Wanting What She Can't Have
“I didn’t want to be vulnerable again. When Bree died it hurt so much. It left me feeling so empty inside that every breath was agony. The idea of loving anyone again scared me into telling myself I couldn’t love again—that I didn’t deserve to.”
“Everyone deserves love,” Alexis said softly.
“I know that now.” He drew in a shuddering breath. “For so long I was angry—felt so helpless. I hated having choice taken from me the way Bree did when she didn’t tell me about her aneurysm. I’ll never know whether, knowing the risks, she believed she’d get through Ruby’s birth okay or whether she had some kind of premonition that she’d die and thought it would be worth it regardless, but either way she made choices that should have involved me and instead she shut me out. Doing that went against everything we’d promised one another, and if I couldn’t trust her anymore, how could I trust anyone?”

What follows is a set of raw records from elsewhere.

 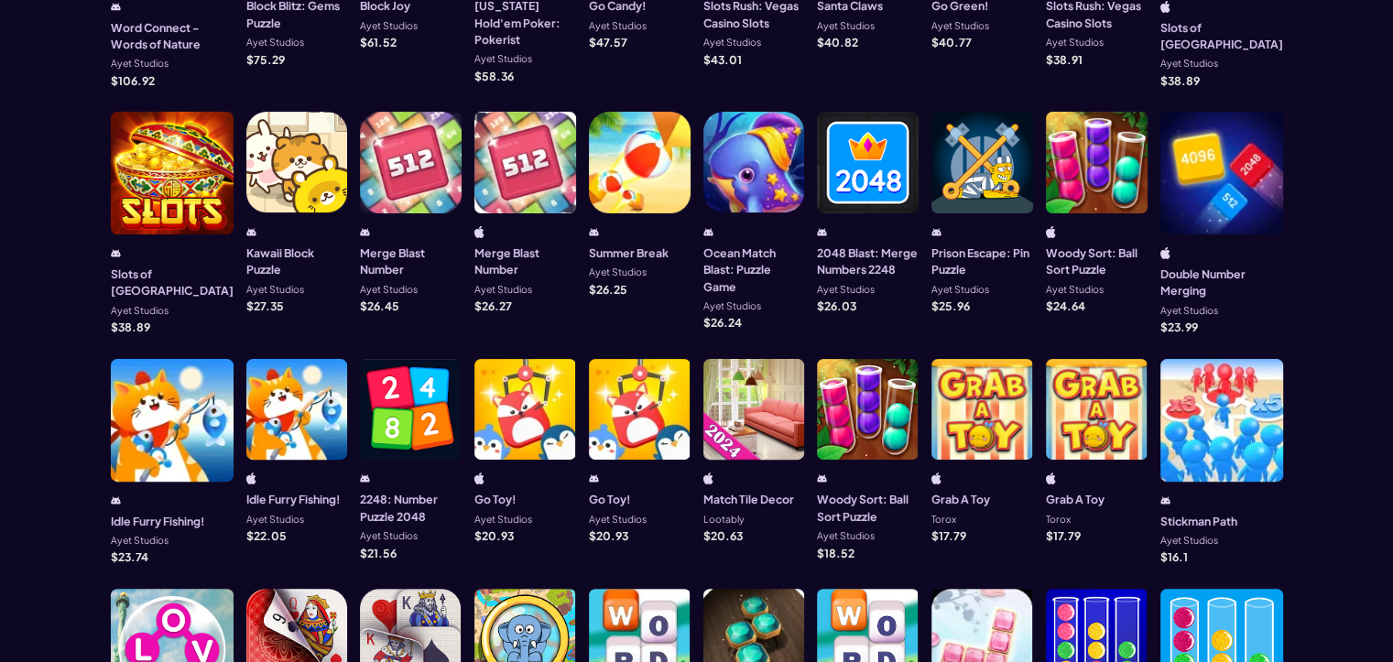 I want to click on p: $ 25.96, so click(x=950, y=306).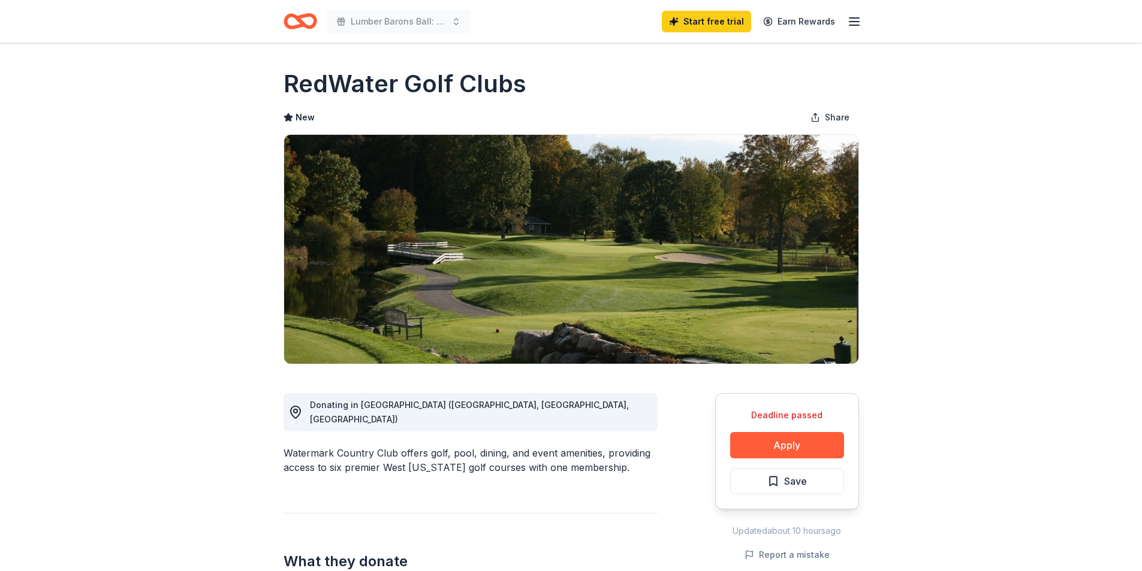  I want to click on img: Image for RedWater Golf Clubs, so click(571, 249).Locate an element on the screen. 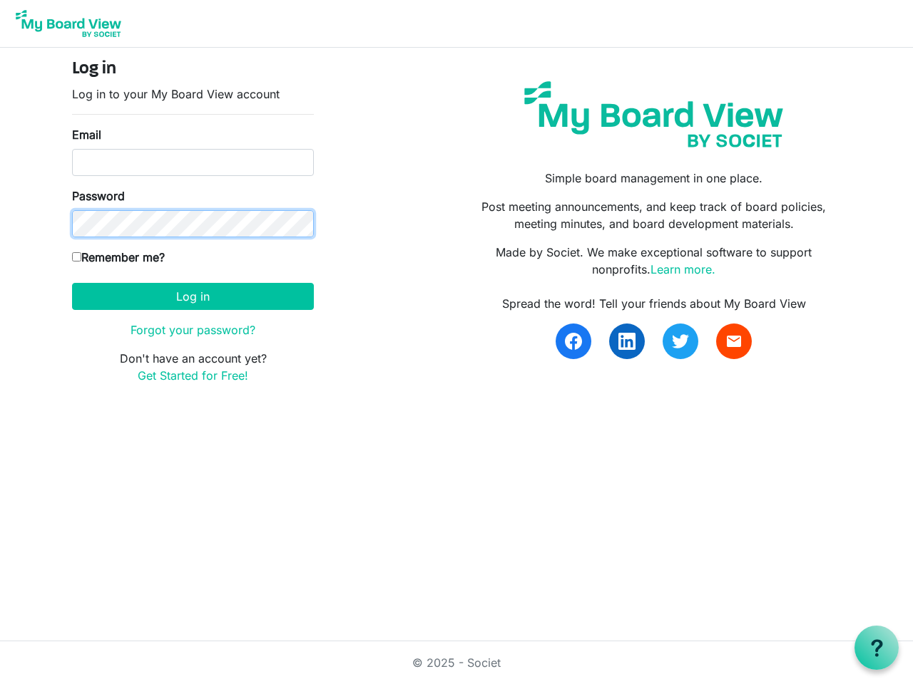  img: my-board-view-societ.svg is located at coordinates (653, 114).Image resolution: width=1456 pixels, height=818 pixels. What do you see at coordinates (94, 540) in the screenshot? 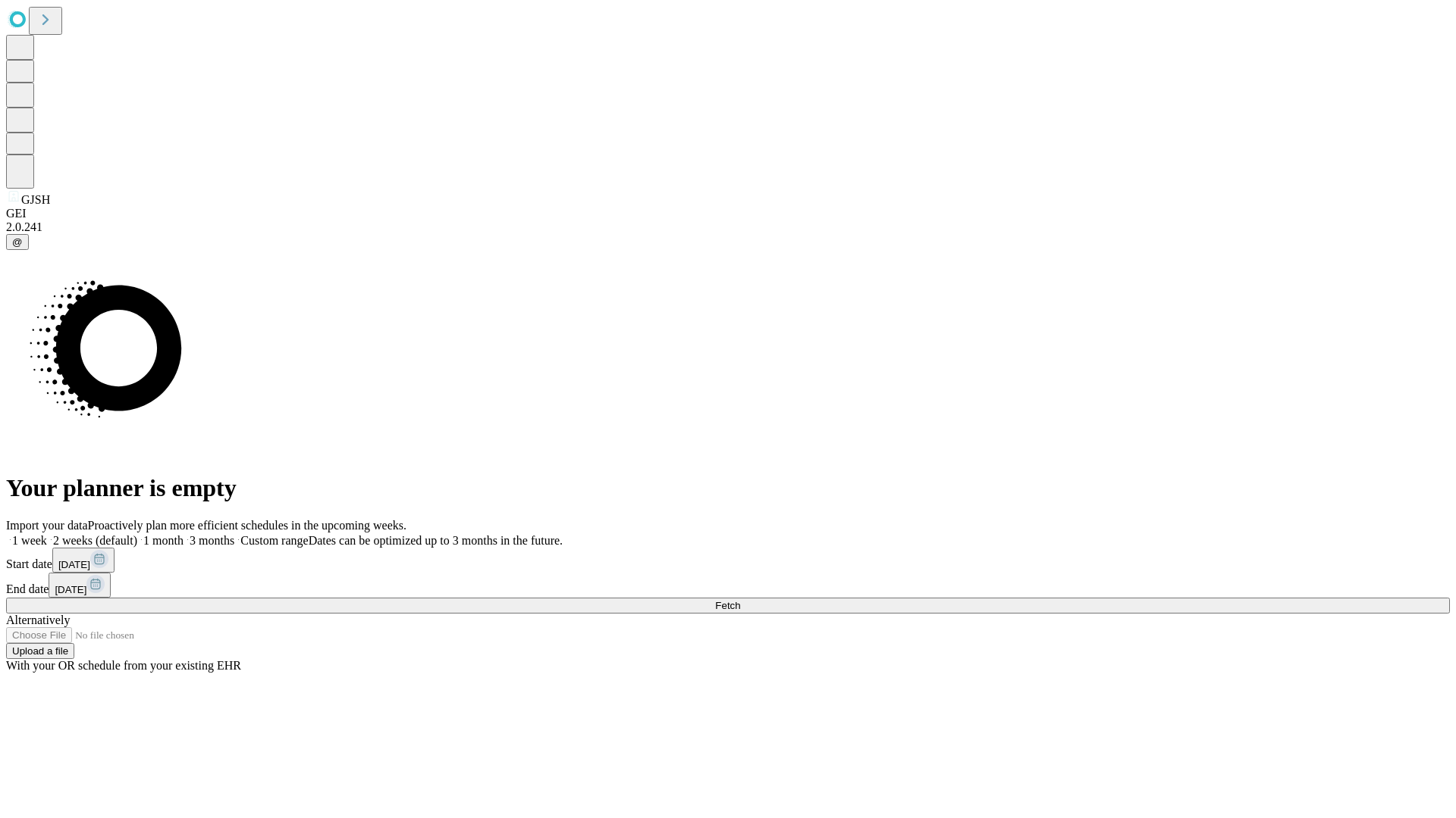
I see `span: 2 weeks (default)` at bounding box center [94, 540].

Raoul leaned forward, his elbows on his knees and lifted one hand to his face, rubbing at his eyes.
“When Ruby was born I was too afraid to let myself love her. At first she was so ill that the doctors said her survival was touch and go, especially in the first few days. Even after she battled past that, I wouldn’t let myself feel anything for her. She was so vulnerable, so dependent. I knew nothing about babies, nothing about being a father. We were supposed to have done all that together, Bree and me. The very idea of taking Ruby home and caring for her, alone, made me sick with fear.”
“You would have had Catherine, your friends, your extended family,” Alexis reminded him.
“I know that now, but I couldn’t think rationally then. And there was something else, too.” He made a sound of disgust. “I resented her. Can you believe it? I resented my tiny newborn daughter because her mother had chosen Ruby’s life over her own. Rather than see her birth as a gift, I saw it only as a burden. So, instead of stepping up to my responsibilities I ignored them. I let Catherine take over Ruby’s care, telling myself it was okay because I was grieving. But then it became easier to simply let things keep on going the way they always had. The more distance I had from Ruby, the closer she grew to her grandmother, the less I needed to worry that I might have to assume my obligations toward her as her father, any opportunities to fail her, hurt her or lose her.”
“Ruby’s lucky to have Catherine in her life,” Alexis said, not minimizing in any way Raoul’s desertion of his daughter. “She could have done worse.”
“Yeah, she could have been forced to spend all of her first nine months with a father who saw her as a constant reminder of his failures as a husband and as a father. Every minute I spent with her, and Catherine would insist on bringing her around from time to time, she just forced me to remember that my big dreams for a family had taken her mother from us both. That, ultimately, I was responsible for everything that happened.”
Alexis shook her head. “You’re taking rather a lot on yourself. You weren’t the only one involved here.”
“It seemed like it at the time. Unreasonable, I know. Self-centered, definitely. I put myself in a loop where every day would be the same with work as my panacea, my catharsis. Even so, until you arrived, I was just going through the motions. Living only half a life.”
“Until I arrived?”
“You made me remember what happened the first time I saw you, the way you made me feel. For months I’d imprisoned anything remotely like sensation. I thought I’d finally purged that from my existence, and then, there you were. A golden light just pulsing with warmth. And you wouldn’t take no for an answer.”
Alexis frowned, remembering their meeting when she arrived at the winery. “The first time you saw me...you mean back in April?”
“No, I mean the very first time. There were sparks between us the day that we met, when Bree introduced us. I know you felt them, too. It’s why you pulled away from Bree, wasn’t it?”
“Yes,” she whispered.
Alexis closed her eyes in shame. He’d seen the way she’d felt about him even then? Did that mean Bree had seen it, too?
“I loved my wife, but for some reason I couldn’t help but be attracted to you, too. When you came back, that all came rushing back with you. It left me not only hating that you’d roused emotions from deep inside of me again but also hating myself for what I saw as a betrayal of Bree.”
His voice cracked on his words, making Alexis’s heart squeeze in empathy. She searched in vain for the right words to say. Raoul turned to her, his face a tortured mask of pain.